Yes, butts. Recently, there was yet another internet kerfuffle over Blizzard removing a pose for Tracer in Overwatch, one which was the stereotypical comic book "peeking over the shoulder to show off her butt" poses. Someone complained, Blizzard removed it with barely any explanation, Internet exploded, then Jeff Kaplan posted a more complete explanation:
While I stand by my previous comment, I realize I should have been more clear. As the game director, I have final creative say over what does or does not go into the game. With this particular decision, it was an easy one to make—not just for me, but for the art team as well. We actually already have an alternate pose that we love and we feel speaks more to the character of Tracer. We weren’t entirely happy with the original pose, it was always one that we wrestled with creatively. That the pose had been called into question from an appropriateness standpoint by players in our community did help influence our decision—getting that kind of feedback is part of the reason we’re holding a closed beta test—but it wasn’t the only factor. We made the decision to go with a different pose in part because we shared some of the same concerns, but also because we wanted to create something better.

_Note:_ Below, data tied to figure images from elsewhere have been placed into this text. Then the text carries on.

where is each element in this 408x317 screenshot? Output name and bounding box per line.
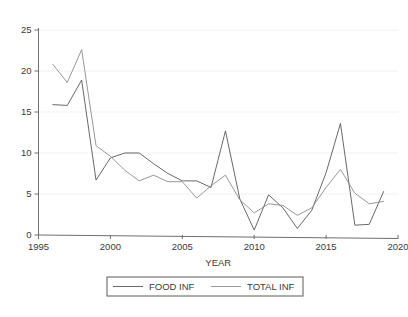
x-tick-label-2015: 2015 [316,241,337,252]
gridlines-group [39,30,399,194]
line-chart-plot: 0510152025 199520002005201020152020 YEAR… [0,0,408,317]
y-axis-ticks-group: 0510152025 [21,24,39,240]
x-tick-label-2005: 2005 [172,241,193,252]
x-axis-line [39,235,399,239]
x-tick-label-2020: 2020 [387,241,408,252]
y-tick-label-0: 0 [26,229,31,240]
y-tick-label-20: 20 [21,65,32,76]
x-tick-label-2010: 2010 [244,241,265,252]
data-series-group [53,50,384,230]
legend-label-food-inf: FOOD INF [149,281,195,292]
y-tick-label-25: 25 [21,24,32,35]
x-axis-title: YEAR [205,257,231,268]
chart-container: 0510152025 199520002005201020152020 YEAR… [0,0,408,317]
x-tick-label-2000: 2000 [100,241,121,252]
legend-label-total-inf: TOTAL INF [247,281,295,292]
x-tick-label-1995: 1995 [28,241,49,252]
axis-lines-group [39,28,399,239]
y-tick-label-15: 15 [21,106,32,117]
chart-legend: FOOD INFTOTAL INF [107,277,303,296]
series-line-total-inf [53,50,384,216]
y-tick-label-5: 5 [26,188,31,199]
y-tick-label-10: 10 [21,147,32,158]
series-line-food-inf [53,80,384,230]
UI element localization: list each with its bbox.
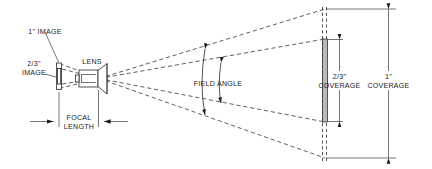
focal-length-dimension: FOCAL LENGTH [30, 90, 128, 131]
lens-barrel [79, 70, 98, 87]
focal-length-label-line2: LENGTH [64, 123, 94, 131]
ray-23-upper-image [99, 39, 325, 79]
coverage-bar-two-thirds-body [323, 39, 328, 122]
focal-length-label-line1: FOCAL [67, 114, 92, 122]
coverage-1in-label-line1: 1" [385, 73, 392, 81]
leader-two-thirds-image [45, 74, 56, 77]
lens-coverage-diagram: FOCAL LENGTH 2/3" COVERAGE 1" [0, 0, 432, 169]
lens-label: LENS [82, 58, 102, 66]
image-two-thirds-label-line2: IMAGE [22, 69, 46, 77]
image-plane-two-thirds-body [58, 69, 61, 85]
field-angle-label: FIELD ANGLE [194, 80, 243, 88]
ray-1in-upper-image [99, 9, 325, 79]
coverage-1in-label-line2: COVERAGE [367, 82, 409, 90]
coverage-two-thirds-label-line2: COVERAGE [318, 82, 360, 90]
lens-front-cone [98, 64, 107, 95]
image-1in-label: 1" IMAGE [28, 28, 61, 36]
coverage-bar-two-thirds [323, 39, 328, 122]
image-plane-two-thirds [58, 69, 61, 85]
image-two-thirds-label-line1: 2/3" [27, 60, 41, 68]
coverage-two-thirds-label-line1: 2/3" [333, 73, 347, 81]
diagram-canvas: FOCAL LENGTH 2/3" COVERAGE 1" [0, 0, 432, 169]
lens-assembly [76, 64, 108, 95]
lens-mount-nub [76, 75, 80, 82]
ray-1in-lower-image [99, 79, 325, 159]
leader-1in-image [45, 32, 59, 62]
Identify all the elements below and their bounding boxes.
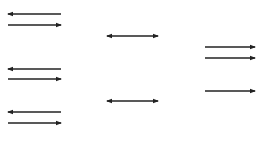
arrow-group bbox=[8, 14, 255, 123]
arrow-column-right bbox=[205, 47, 255, 91]
arrow-column-middle bbox=[107, 36, 158, 101]
faint-caption bbox=[8, 133, 64, 139]
arrow-diagram bbox=[0, 0, 265, 141]
arrow-column-left bbox=[8, 14, 61, 123]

We wouldn’t do anything to sacrifice our creative vision for Overwatch, and we’re not going to remove something solely because someone may take issue with it. Our goal isn’t to water down or homogenize the world, or the diverse cast of heroes we’ve built within it. We have poured so much of our heart and souls into this game that it would be a travesty for us to do so.

We understand that not everyone will agree with our decision, and that’s okay. That’s what these kinds of public tests are for. This wasn’t pandering or caving, though. This was the right call from our perspective, and we think the game will be just as fun the next time you play it. ( http://us.battle.net/forums/en/overwatch/topic/20743015583?page=11#post-210 )
tl;dr: The art team were already working on alternate poses, and input from the community just reinforced their original issues.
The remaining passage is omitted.